Previous ethnographic and other research in a particular community or neighbourhood may be an important criterion for selecting locations. Of course, in some instances one avoids repeated research in the same neighbourhoods, but quite often the past research in an area provides valuable ethnographic, descriptive data for identifying key variables and strategies for selecting samples.

In some instances an urban project is developed in which ethnic variation is to be a prime independent variable. Maximum control of the ethnic variable is made possible if a series of different ethnic groups are all intermingled in the same area of the city. Under these conditions, ethnic variation is not confounded by geographic separation into distinct enclaves with different stores, different health facilities, and other features. Ethnic comparisons may run into serious problems with confounding variables when they are based on one group in the "north end," another in "western suburbs," and yet another group in the "downtown inner city."

If it becomes necessary to select two or more different subcommunities in the city to represent different ethnic groups, then ethnographic field-work is essential for a thorough exploration of the various economic and ecological differences between the subareas. Two or more neighbourhoods in a large city may appear similar in their economic and social qualities, yet what seem to be ethnic differences may turn out to reflect micro-ecological differences in the subcommunities, including different landlords, different access to services, and submerged differences in socio-economic status.

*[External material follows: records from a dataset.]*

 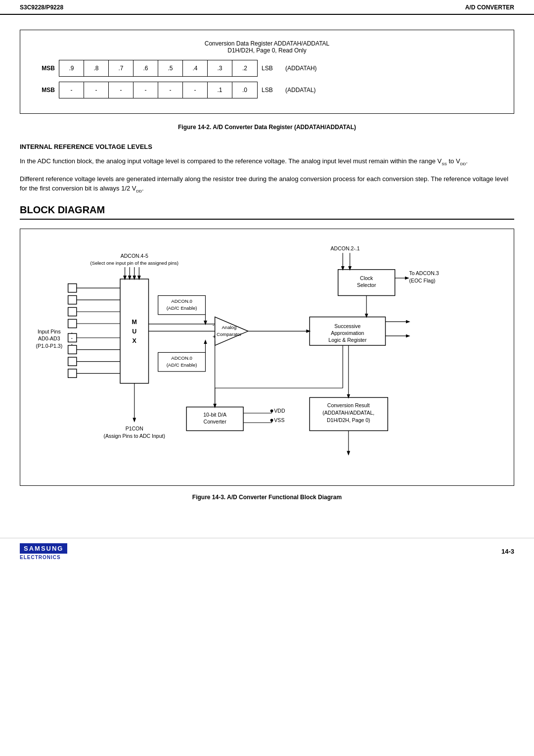 What do you see at coordinates (349, 420) in the screenshot?
I see `svg-text: D1H/D2H, Page 0)` at bounding box center [349, 420].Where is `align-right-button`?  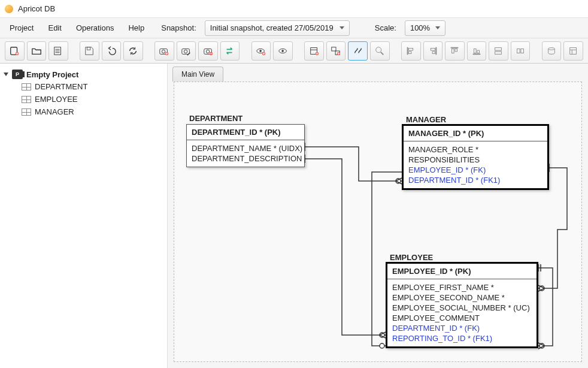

Collaboration with community people


Field research generally involves intrusion of an academic or government-sponsored research group into a local region or community. Even the lone field-worker brings an element of intrusion, though the researcher also often brings in a certain amount of money, special resources such as transportation, and other economic advantages that may provide some benefits to the local people. The field-worker or field team assumes some sort of interactional position in the local and regional social organization, and relies on influential local people to give their endorsement or at least to acquiesce in the research activities. Very few field activities can proceed without overt support and approval from local people.

Since nutritional anthropological topics are often of considerable interest to local people and may have direct practical effects, it is useful to involve them quite actively in the research process. Local people may be the most sensitive and appropriate for some of the more intrusive kinds of observations in households. They are most familiar with features of local idiom, recipes, and patterns of household maintenance. Involvement of local people in early stages of the research process can accomplish the following:

  1. Getting input for identifying important local (emic) terminology, food distinction, and other relevant data.
  2. Providing useful exposure and training of local people who may aspire to academic or quasiacademic careers.
  3. Laying the groundwork for practical utilization of data in local projects.
  4. Providing a system of feedback into the project concerning attitudes of local people, including possible antagonistic reactions to research procedures.

The participation of local people is important not only for routine data-collection tasks but also for instrument construction. They can also play major roles in defining locally and regionally relevant sampling units and populations. Of course, there are wide variations in intellectual interests and styles within local cultural groups, so research directors and planners can expect to have difficulties in communicating with and motivating some local assistants, just as one generally experiences some difficulties with research assistants and graduate students.

In some areas, researchers have found it quite feasible to hire field assistants from the nearest university or other academic centre. However, there is often a considerable gulf between the university students (and secondary-school students) and the local people. Capability in the local language does not ensure that urban, university-based assistants will be sensitive and thoughtful concerning local cultural features and feelings.